### WHAT THE TASK ASKS
Transcribe only the lines between the first line of the records and the line containing "This screenshot has", inclusive, exactly as written.

Collected data entries
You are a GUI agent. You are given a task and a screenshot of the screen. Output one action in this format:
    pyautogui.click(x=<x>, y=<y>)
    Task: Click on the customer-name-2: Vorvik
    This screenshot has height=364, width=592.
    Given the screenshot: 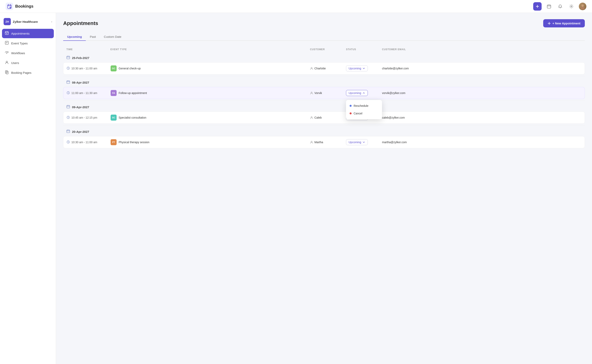 What is the action you would take?
    pyautogui.click(x=318, y=93)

### RESULT OF THE EXERCISE
You are a GUI agent. You are given a task and a screenshot of the screen. Output one action in this format:
    pyautogui.click(x=<x>, y=<y>)
    Task: Click on the customer-name-2: Vorvik
    This screenshot has height=364, width=592.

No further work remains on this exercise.